Laying Hen End-of-Lay Welfare
The end of lay — when laying hens are removed from production — represents one of the most welfare-significant events in a laying hen's life. Depopulation, transport, and slaughter involve significant stress, and the welfare of spent hens is an important ethical consideration in egg production.
Depopulation Welfare
Catching and loading laying hens for transport is physically demanding and potentially injurious to the birds. Mechanical harvesting systems can reduce handling time but require appropriate design to minimise injury. Manual catching — the most common method — requires trained staff using correct techniques to minimise wing and leg injuries.
Catching at night (when birds are calmer, lighting conditions can be controlled, and thermal stress risk is lower) reduces stress compared to daytime depopulation. Good communication between catching teams, supervisors, and vehicle drivers ensures efficient movement that minimises standing time in transport vehicles before departure.
Transport Welfare
End-of-lay hens are physiologically different from younger birds — they have reduced bone strength (from calcium demands of laying), depleted muscle mass, and compromised immune status. They are more vulnerable to transport stress, injury, and temperature extremes than younger, healthier birds. Transport duration should be minimised, and vehicle loading density adjusted to account for their fragility.
Mortality during transport and dead-on-arrival rates at slaughter are welfare indicators that should be routinely monitored and acted upon when elevated.
Slaughter Welfare
Water bath stunning systems — the most common commercial poultry slaughter method — present welfare challenges for conscious birds entering the stun bath. Low-atmospheric pressure stunning (LAPS) and controlled atmosphere killing (CAK) using inert gases are welfare improvements over water bath stunning for some welfare metrics, though evidence on each is nuanced.
On-farm killing (using LAPS or CO2 systems) is an alternative to live transport for spent hens where transport is particularly stressful or when markets do not exist for spent hen meat, though the economic drivers around spent hen processing are complex.
Economic and Ethical Context
Spent hen meat has lower market value than broiler meat, creating economic pressure that can compromise welfare investment during end-of-lay processing. Developing markets for spent hen products and increasing efficiency of humane slaughter systems provides the economic foundation for welfare improvement.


PROBLEM DETAILS:
Record by record, give the entire listing again exactly.

RECORD EXCERPTS:
┏━━
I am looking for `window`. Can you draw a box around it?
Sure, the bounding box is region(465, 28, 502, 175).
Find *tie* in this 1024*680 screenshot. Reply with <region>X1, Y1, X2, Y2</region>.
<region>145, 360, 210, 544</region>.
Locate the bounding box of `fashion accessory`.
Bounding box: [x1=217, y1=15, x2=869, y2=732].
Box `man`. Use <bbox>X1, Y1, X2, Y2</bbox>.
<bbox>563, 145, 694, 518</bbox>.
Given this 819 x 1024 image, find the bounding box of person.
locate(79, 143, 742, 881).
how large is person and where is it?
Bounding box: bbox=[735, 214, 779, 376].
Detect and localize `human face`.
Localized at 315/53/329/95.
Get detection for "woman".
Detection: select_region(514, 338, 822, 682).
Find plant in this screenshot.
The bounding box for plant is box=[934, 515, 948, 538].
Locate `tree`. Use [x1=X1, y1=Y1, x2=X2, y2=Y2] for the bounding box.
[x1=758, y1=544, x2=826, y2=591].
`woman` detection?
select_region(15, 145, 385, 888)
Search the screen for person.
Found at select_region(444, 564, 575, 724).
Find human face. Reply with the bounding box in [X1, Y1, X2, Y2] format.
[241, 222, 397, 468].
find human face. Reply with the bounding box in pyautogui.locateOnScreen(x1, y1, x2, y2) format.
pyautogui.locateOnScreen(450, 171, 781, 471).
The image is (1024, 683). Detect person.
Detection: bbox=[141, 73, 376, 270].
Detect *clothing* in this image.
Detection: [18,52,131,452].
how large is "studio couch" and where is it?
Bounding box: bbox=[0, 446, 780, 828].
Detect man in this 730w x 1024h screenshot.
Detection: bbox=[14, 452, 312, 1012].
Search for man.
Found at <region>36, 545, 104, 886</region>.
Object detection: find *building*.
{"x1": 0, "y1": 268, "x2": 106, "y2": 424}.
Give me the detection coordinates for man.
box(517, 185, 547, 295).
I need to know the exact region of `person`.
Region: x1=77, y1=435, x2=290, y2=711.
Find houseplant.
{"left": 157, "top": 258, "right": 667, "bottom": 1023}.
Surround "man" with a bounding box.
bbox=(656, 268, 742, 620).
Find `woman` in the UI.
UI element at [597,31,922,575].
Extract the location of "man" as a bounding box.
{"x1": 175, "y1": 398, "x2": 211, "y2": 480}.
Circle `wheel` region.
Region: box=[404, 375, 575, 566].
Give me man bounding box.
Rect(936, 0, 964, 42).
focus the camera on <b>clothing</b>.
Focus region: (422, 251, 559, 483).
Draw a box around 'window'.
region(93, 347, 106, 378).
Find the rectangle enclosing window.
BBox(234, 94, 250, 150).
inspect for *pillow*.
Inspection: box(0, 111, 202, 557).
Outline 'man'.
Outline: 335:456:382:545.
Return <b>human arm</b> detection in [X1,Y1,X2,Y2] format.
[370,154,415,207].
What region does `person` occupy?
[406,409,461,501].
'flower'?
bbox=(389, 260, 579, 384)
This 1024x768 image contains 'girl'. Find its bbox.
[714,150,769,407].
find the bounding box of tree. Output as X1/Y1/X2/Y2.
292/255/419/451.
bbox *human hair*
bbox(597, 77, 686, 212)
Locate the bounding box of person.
┗━━
EXERCISE SOLUTION:
I am looking for `window`. Can you draw a box around it?
Sure, the bounding box is region(465, 28, 502, 175).
Find *tie* in this 1024*680 screenshot. Reply with <region>X1, Y1, X2, Y2</region>.
<region>145, 360, 210, 544</region>.
Locate the bounding box of `fashion accessory`.
Bounding box: [x1=217, y1=15, x2=869, y2=732].
Box `man`. Use <bbox>X1, Y1, X2, Y2</bbox>.
<bbox>563, 145, 694, 518</bbox>.
Given this 819 x 1024 image, find the bounding box of person.
locate(79, 143, 742, 881).
how large is person and where is it?
Bounding box: bbox=[735, 214, 779, 376].
Detect and localize `human face`.
Localized at 315/53/329/95.
Get detection for "woman".
Detection: select_region(514, 338, 822, 682).
Find plant in this screenshot.
The bounding box for plant is box=[934, 515, 948, 538].
Locate `tree`. Use [x1=X1, y1=Y1, x2=X2, y2=Y2] for the bounding box.
[x1=758, y1=544, x2=826, y2=591].
`woman` detection?
select_region(15, 145, 385, 888)
Search the screen for person.
Found at select_region(444, 564, 575, 724).
Find human face. Reply with the bounding box in [X1, Y1, X2, Y2] format.
[241, 222, 397, 468].
find human face. Reply with the bounding box in pyautogui.locateOnScreen(x1, y1, x2, y2) format.
pyautogui.locateOnScreen(450, 171, 781, 471).
The image is (1024, 683). Detect person.
Detection: bbox=[141, 73, 376, 270].
Detect *clothing* in this image.
Detection: [18,52,131,452].
how large is "studio couch" and where is it?
Bounding box: bbox=[0, 446, 780, 828].
Detect man in this 730w x 1024h screenshot.
Detection: bbox=[14, 452, 312, 1012].
Search for man.
Found at <region>36, 545, 104, 886</region>.
Object detection: find *building*.
{"x1": 0, "y1": 268, "x2": 106, "y2": 424}.
Give me the detection coordinates for man.
box(517, 185, 547, 295).
I need to know the exact region of `person`.
Region: x1=77, y1=435, x2=290, y2=711.
Find houseplant.
{"left": 157, "top": 258, "right": 667, "bottom": 1023}.
Surround "man" with a bounding box.
bbox=(656, 268, 742, 620).
Find `woman` in the UI.
UI element at [597,31,922,575].
Extract the location of "man" as a bounding box.
{"x1": 175, "y1": 398, "x2": 211, "y2": 480}.
Circle `wheel` region.
Region: box=[404, 375, 575, 566].
Give me man bounding box.
Rect(936, 0, 964, 42).
focus the camera on <b>clothing</b>.
Focus region: (422, 251, 559, 483).
Draw a box around 'window'.
region(93, 347, 106, 378).
Find the rectangle enclosing window.
BBox(234, 94, 250, 150).
inspect for *pillow*.
Inspection: box(0, 111, 202, 557).
Outline 'man'.
Outline: 335:456:382:545.
Return <b>human arm</b> detection in [X1,Y1,X2,Y2] format.
[370,154,415,207].
What region does `person` occupy?
[406,409,461,501].
'flower'?
bbox=(389, 260, 579, 384)
This 1024x768 image contains 'girl'. Find its bbox.
[714,150,769,407].
find the bounding box of tree. Output as X1/Y1/X2/Y2.
292/255/419/451.
bbox *human hair*
bbox(597, 77, 686, 212)
Locate the bounding box of person.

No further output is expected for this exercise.